Look at any nonfiction bookshelf, and there you will find lots of new ideas, most irrelevant, the rest just wrong. Important new ideas are extremely rare, which makes sense because their marginal cost, after being discovered, is trivial, so they spread. We don't have to independently discover the wheel, crop rotation, or why a Republic dominates a monarchy. If good ideas were discovered all the time, our heads would explode; alas, most weeks, even months, we learn nothing new, and not for lack of trying.
There's an interesting article on whether Liberals or conservatives are smarter in The American. I liked this snippet related to how IQ relates to religiousity:
there would still be a positive correlation between IQ and atheism. The correlation exists not because smart people have necessarily rejected religion, but because religion is the "default" position for most of our society.
This same principle works in places where the default and iconoclastic beliefs are reversed. Japan, for example, has no tradition of monotheistic religion, but the few Japanese Christians tend to be much more educated than non-Christians in Japan. By the logic of someone who wants to read a lot into the Stankov study, Christianity must be the wave of the future, perhaps even the one true faith! But, of course, the vast majority of educated Japanese are not Christians. Just as with atheism in the West, the correctness of Christianity cannot be inferred from the traits of the minority who subscribe to it in Japan.
So, the fact that most atheists in America, who are the minority, are smarter, does not imply that Atheism is necessarily a smarter choice, but rather, that in general elites tend to deviate from the default choice. Eventually, the masses emulate in the elites in subsequent generations, as Christianity or civil rights starts out as the belief of a small vanguard, and then becomes the modal choice of the great unwashed.
In my book Finding Alpha, I define risk as a deviation from the consensus. This is what is implied by a status oriented utility function, because you can always remain in the same spot by doing what everyone else is doing. Taking risk can mean either having zero exposure to the stock market, or double the average exposure; standard exposure is 'no risk'. This is why risk, and return, are not correlated empirically (see videos here, read book here).

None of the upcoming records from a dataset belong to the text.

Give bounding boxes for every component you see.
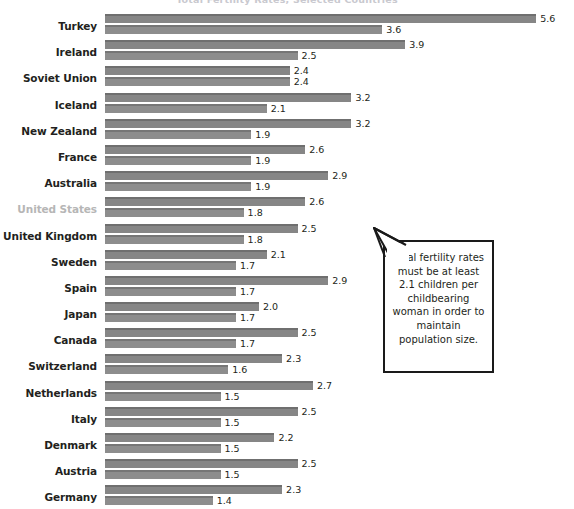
bar-line: 1.5 [105, 392, 574, 401]
callout-pointer-icon [373, 227, 409, 261]
bar-value-label: 1.5 [225, 469, 240, 480]
chart-row: Australia2.91.9 [0, 171, 574, 197]
row-label-united-states: United States [0, 197, 97, 221]
bar-later [105, 313, 236, 322]
bar-value-label: 2.3 [286, 353, 301, 364]
bar-value-label: 2.5 [302, 458, 317, 469]
bar-value-label: 2.1 [271, 103, 286, 114]
row-label-turkey: Turkey [0, 14, 97, 38]
row-label-iceland: Iceland [0, 93, 97, 117]
bar-later [105, 365, 228, 374]
bar-earlier [105, 171, 328, 180]
bar-line: 2.7 [105, 381, 574, 390]
chart-row: Italy2.51.5 [0, 407, 574, 433]
bar-value-label: 2.9 [332, 170, 347, 181]
chart-row: Germany2.31.4 [0, 485, 574, 509]
bar-earlier [105, 40, 405, 49]
bar-value-label: 1.7 [240, 286, 255, 297]
chart-row: Netherlands2.71.5 [0, 381, 574, 407]
bar-line: 1.9 [105, 156, 574, 165]
bar-line: 1.6 [105, 365, 574, 374]
row-label-spain: Spain [0, 276, 97, 300]
bar-line: 1.8 [105, 208, 574, 217]
bar-line: 2.9 [105, 276, 574, 285]
bar-later [105, 470, 221, 479]
bar-value-label: 2.6 [309, 196, 324, 207]
bar-line: 2.3 [105, 354, 574, 363]
bar-value-label: 2.2 [278, 432, 293, 443]
bar-value-label: 3.6 [386, 24, 401, 35]
bar-line: 1.7 [105, 339, 574, 348]
bar-value-label: 1.8 [248, 234, 263, 245]
chart-row: Austria2.51.5 [0, 459, 574, 485]
bar-later [105, 156, 251, 165]
bar-line: 2.5 [105, 224, 574, 233]
bar-value-label: 1.5 [225, 417, 240, 428]
chart-row: Ireland3.92.5 [0, 40, 574, 66]
bar-line: 2.6 [105, 197, 574, 206]
bar-later [105, 25, 382, 34]
bar-line: 2.9 [105, 171, 574, 180]
bar-value-label: 2.4 [294, 65, 309, 76]
row-bars: 2.71.5 [105, 381, 574, 405]
row-label-denmark: Denmark [0, 433, 97, 457]
bar-value-label: 1.7 [240, 338, 255, 349]
row-bars: 5.63.6 [105, 14, 574, 38]
bar-later [105, 496, 213, 505]
bar-later [105, 392, 221, 401]
bar-value-label: 1.7 [240, 260, 255, 271]
row-label-soviet-union: Soviet Union [0, 66, 97, 90]
bar-value-label: 2.5 [302, 50, 317, 61]
bar-line: 1.4 [105, 496, 574, 505]
row-bars: 2.91.9 [105, 171, 574, 195]
bar-value-label: 2.0 [263, 301, 278, 312]
bar-line: 1.9 [105, 182, 574, 191]
chart-row: Denmark2.21.5 [0, 433, 574, 459]
bar-value-label: 1.4 [217, 495, 232, 506]
bar-value-label: 1.9 [255, 181, 270, 192]
bar-line: 5.6 [105, 14, 574, 23]
bar-line: 2.0 [105, 302, 574, 311]
bar-value-label: 2.5 [302, 223, 317, 234]
bar-earlier [105, 66, 290, 75]
bar-line: 1.5 [105, 444, 574, 453]
bar-earlier [105, 381, 313, 390]
bar-later [105, 208, 244, 217]
bar-value-label: 1.6 [232, 364, 247, 375]
bar-line: 2.4 [105, 66, 574, 75]
bar-earlier [105, 119, 351, 128]
bar-later [105, 235, 244, 244]
bar-value-label: 2.9 [332, 275, 347, 286]
bar-value-label: 1.5 [225, 443, 240, 454]
bar-line: 3.6 [105, 25, 574, 34]
bar-earlier [105, 276, 328, 285]
bar-line: 2.5 [105, 328, 574, 337]
row-bars: 2.51.7 [105, 328, 574, 352]
chart-title: Total Fertility Rates, Selected Countrie… [0, 0, 574, 5]
bar-later [105, 261, 236, 270]
bar-line: 1.5 [105, 418, 574, 427]
bar-value-label: 3.9 [409, 39, 424, 50]
row-bars: 2.42.4 [105, 66, 574, 90]
bar-later [105, 130, 251, 139]
row-bars: 2.01.7 [105, 302, 574, 326]
row-label-canada: Canada [0, 328, 97, 352]
bar-value-label: 2.6 [309, 144, 324, 155]
bar-earlier [105, 197, 305, 206]
chart-row: Soviet Union2.42.4 [0, 66, 574, 92]
chart-row: New Zealand3.21.9 [0, 119, 574, 145]
bar-later [105, 77, 290, 86]
row-label-italy: Italy [0, 407, 97, 431]
row-bars: 2.51.5 [105, 407, 574, 431]
bar-line: 1.7 [105, 313, 574, 322]
row-label-netherlands: Netherlands [0, 381, 97, 405]
bar-earlier [105, 328, 298, 337]
bar-line: 2.4 [105, 77, 574, 86]
row-bars: 3.21.9 [105, 119, 574, 143]
row-label-sweden: Sweden [0, 250, 97, 274]
bar-earlier [105, 433, 274, 442]
row-bars: 2.31.6 [105, 354, 574, 378]
row-label-united-kingdom: United Kingdom [0, 224, 97, 248]
bar-value-label: 1.7 [240, 312, 255, 323]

I personally have known a lot of really smart people and have to say they are more unconventional in their ideas, yet most of their ideas are crazy. If you have ever been to a Mensa meeting (IQ but little formal education), you realize how things like homeopathy, or truthers, get their bearings. If you have ever hung out with PhDs, you know how limited their competence scope is (at research universities they have the same IQ as Mensans, but are more disciplined and less creative). It's no wonder guys like stereotypical MBAs, who are not so analytical but rather personable and articulate, tend to dominate society. I suspect MBA rule is less catastrophic than PhD or Mensa rule, if only because they aren't as certain of themselves. This all gets back to the idea there is an optimal IQ, and it's not 180, but rather, say, 125 (probably the modal IQ for any large group leader, such as Presidents and CEOs).

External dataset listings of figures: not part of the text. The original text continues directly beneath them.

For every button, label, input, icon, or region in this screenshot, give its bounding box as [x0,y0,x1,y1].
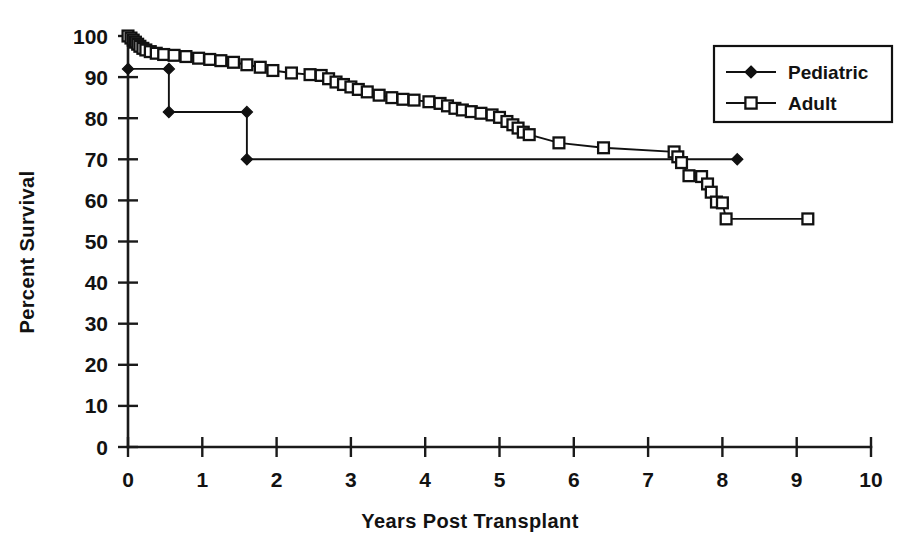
adult-censor-marker [802,213,813,224]
y-tick-label: 50 [85,230,108,253]
legend-label-pediatric: Pediatric [788,62,869,83]
y-tick-label: 10 [85,394,108,417]
adult-censor-marker [228,57,239,68]
adult-censor-marker [215,55,226,66]
adult-censor-marker [386,92,397,103]
series-path-pediatric [128,69,737,159]
pediatric-censor-marker [163,63,174,74]
y-tick-label: 90 [85,66,108,89]
adult-censor-marker [554,137,565,148]
adult-censor-marker [305,69,316,80]
pediatric-censor-marker [732,154,743,165]
x-axis-title: Years Post Transplant [361,510,578,532]
data-series-group [122,31,813,225]
adult-censor-marker [717,197,728,208]
adult-censor-marker [676,157,687,168]
adult-censor-marker [424,96,435,107]
chart-legend: PediatricAdult [714,46,892,122]
adult-censor-marker [241,59,252,70]
pediatric-censor-marker [163,106,174,117]
y-tick-label: 20 [85,353,108,376]
x-tick-label: 7 [642,468,654,491]
y-tick-label: 30 [85,312,108,335]
x-tick-label: 2 [271,468,283,491]
x-axis-ticks: 012345678910 [122,437,883,491]
y-axis-title: Percent Survival [16,170,38,333]
x-tick-label: 3 [345,468,357,491]
x-tick-label: 10 [859,468,882,491]
x-tick-label: 1 [196,468,208,491]
adult-censor-marker [286,68,297,79]
adult-censor-marker [204,54,215,65]
adult-censor-marker [267,65,278,76]
x-tick-label: 9 [791,468,803,491]
x-tick-label: 6 [568,468,580,491]
adult-censor-marker [745,97,756,108]
legend-label-adult: Adult [788,93,837,114]
adult-censor-marker [476,108,487,119]
adult-censor-marker [409,95,420,106]
y-tick-label: 0 [96,436,108,459]
series-adult [123,31,814,225]
x-tick-label: 0 [122,468,134,491]
x-tick-label: 4 [419,468,431,491]
adult-censor-marker [181,51,192,62]
pediatric-censor-marker [241,106,252,117]
adult-censor-marker [193,53,204,64]
y-tick-label: 80 [85,107,108,130]
x-tick-label: 5 [494,468,506,491]
y-tick-label: 40 [85,271,108,294]
kaplan-meier-plot: 0102030405060708090100 012345678910 Perc… [0,0,908,560]
y-tick-label: 100 [73,25,108,48]
adult-censor-marker [398,94,409,105]
pediatric-censor-marker [241,154,252,165]
adult-censor-marker [598,142,609,153]
survival-chart-figure: 0102030405060708090100 012345678910 Perc… [0,0,908,560]
x-tick-label: 8 [717,468,729,491]
adult-censor-marker [524,129,535,140]
adult-censor-marker [255,62,266,73]
y-tick-label: 60 [85,189,108,212]
adult-censor-marker [374,90,385,101]
pediatric-censor-marker [122,63,133,74]
adult-censor-marker [362,86,373,97]
y-tick-label: 70 [85,148,108,171]
adult-censor-marker [721,213,732,224]
adult-censor-marker [158,49,169,60]
adult-censor-marker [169,50,180,61]
adult-censor-marker [684,170,695,181]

Being smart is a good thing, and I'm happy when my kids do well on cognitive tests because of what this portends for their life (as Charles Murray noted, most people would prefer their kid had 15 more IQ points than get $1 million on their 21st birthday). Yet highly intelligent people tend to innovate more, and such innovation tends to be counterproductive for the innovator. So, the fact really smart people can answer a question faster or more accurately than others, is at some point offset by the fact that when they have to supply the question--as is the case once they leave formal schooling--they will be attracted towards less conventional, usually irrelevant or wrong, paths. For every Steve Jobs or Albert Einstein there were many who lived and died in obscurity; for every Black-Derman-Toy there are hundreds of insanely convoluted, in-house models, of no value.

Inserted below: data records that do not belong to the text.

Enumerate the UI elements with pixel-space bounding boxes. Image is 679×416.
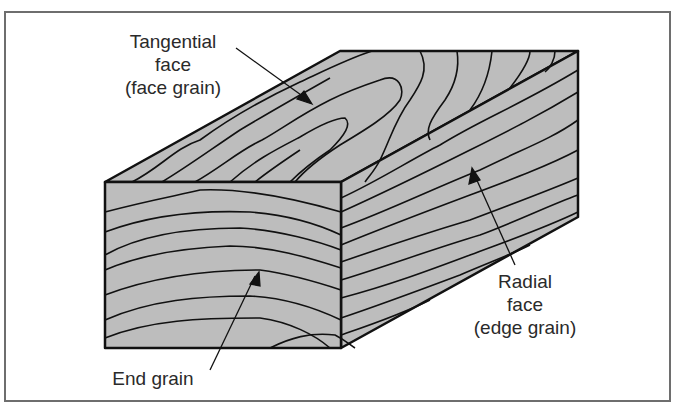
label-tangential-face: Tangential face (face grain): [108, 30, 238, 99]
end-face: [105, 182, 341, 348]
label-end-grain: End grain: [98, 367, 208, 390]
label-radial-face: Radial face (edge grain): [455, 270, 595, 339]
wood-block-diagram: [0, 0, 679, 416]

So, if you attempt to innovate, take pride that you are doing it with blatant disregard for your narrow self interest. Objectively, you will fail with a high probability. Like thinking about the lottery, there are happy delusions of grandeur considering your improbable future success. You can counter those who say, you should be feeding orphans in an African village, in that your efforts have large positive externalities. Most importantly, it's fun.